Analyst Jim Wicklund at Rauscher Pierce Refsnes attributed the recent selloff and the
hostility toward the sector to seasonal factors. "The psychology at this time of the year is
always negative," he says. On a statistical basis stocks typically weaken at this time of
year. A model at Rauscher shows stocks bottoming out at the end of November.
"The problem comes from the psychological point of view of investors. They may think
there is something endemically wrong with the sector," which they are not seeing, he
says. But exploration spending is up 17% for the year, he says, and even though the
sector is up less than it was in September, his buy list -- which includes Atwood
Oceanics (ATW:NYSE) Marine Drilling Company (MDCO:Nasdaq) and Rowan Co.
(RDC:NYSE) -- is up 53% for the year.

But it's not all wine and roses yet. In the midst of the sector's downturn, one company
has pulled a stock offering. A group of shareholders in National Oilwell (NOI:NYSE), a
supplier of machinery and equipment to the drilling industry, has decided not to go
forward with a sale of 5.5 million shares by insiders. Also, Parker Drilling (PKD:NYSE)
filed to sell 10 million shares and is now unsure if it will go forward with the offering.

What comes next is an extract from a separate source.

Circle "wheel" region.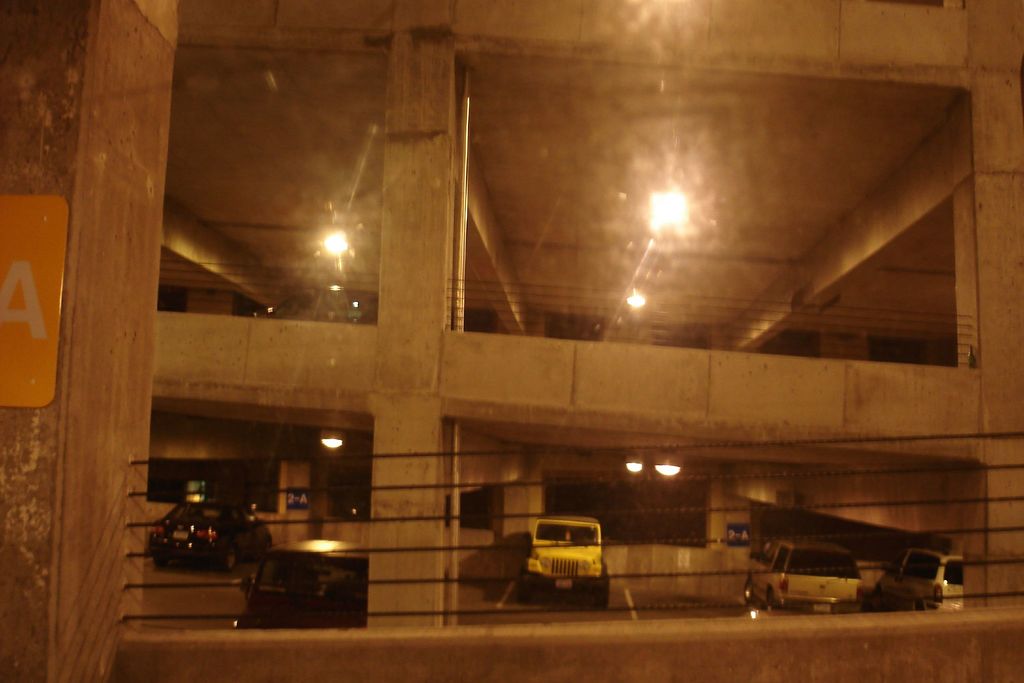
Region: select_region(740, 577, 755, 607).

Instead, Parker plans to finance the rest of its Hercules purchase with cash on hand,
according to company vice president and treasurer Ed Hendrix. The company will hold
off paying down its debt, and will have to find an alternate way to finance their
international projects, he said. "You'll not see us slow down in any project," Hendrix says.

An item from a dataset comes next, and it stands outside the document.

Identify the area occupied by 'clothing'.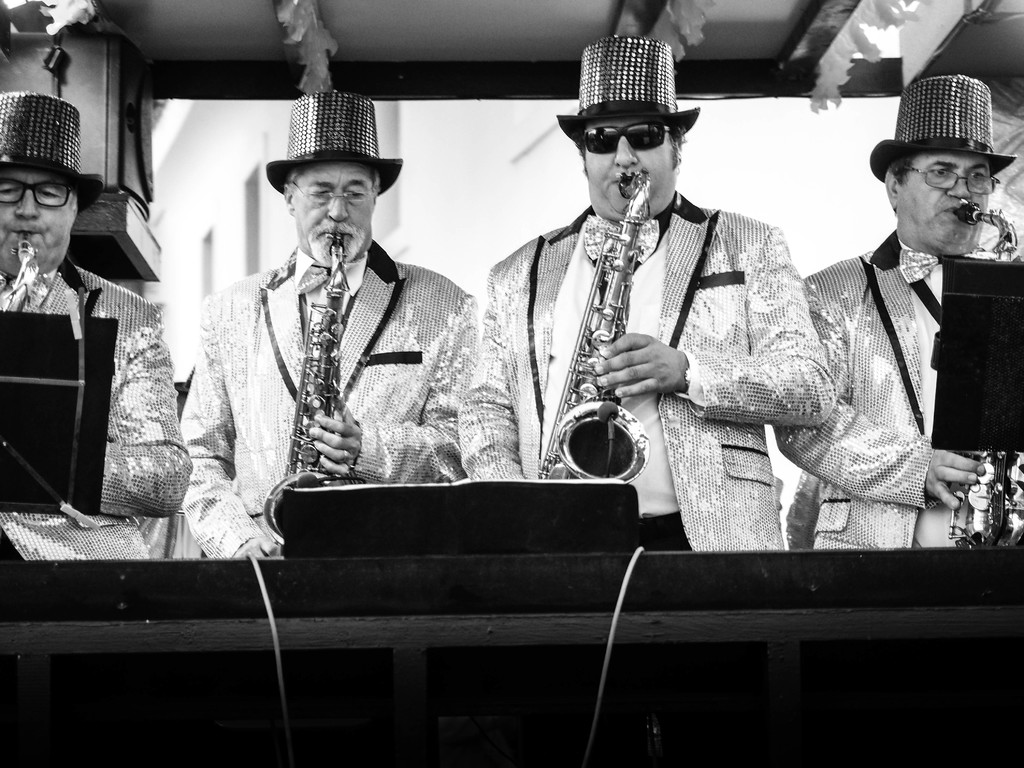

"It won't affect our 1998 capital expenditure program at all," referring to drilling programs
for international customers such as Chevron, (CHV:NYSE) Exxon, (XON:NYSE) and
Shell.

Concern, if not fear, is also warranted over fluctuations in the price of crude oil. One
Morgan Stanley Dean Witter oil analyst, Doug Terreson, has taken this concern to heart,
reducing his 1998 crude oil price forecast to $20 per barrel from $21. But even at $19 a
barrel, producers will still be profitable, said Dan Morrison, a research vice president at
Rauscher who follows exploration and production companies. He said he has not
adjusted his forecast of $20.59 per barrel for 1998, adding that the selling activity in the
drilling sector traditionally happens at year end.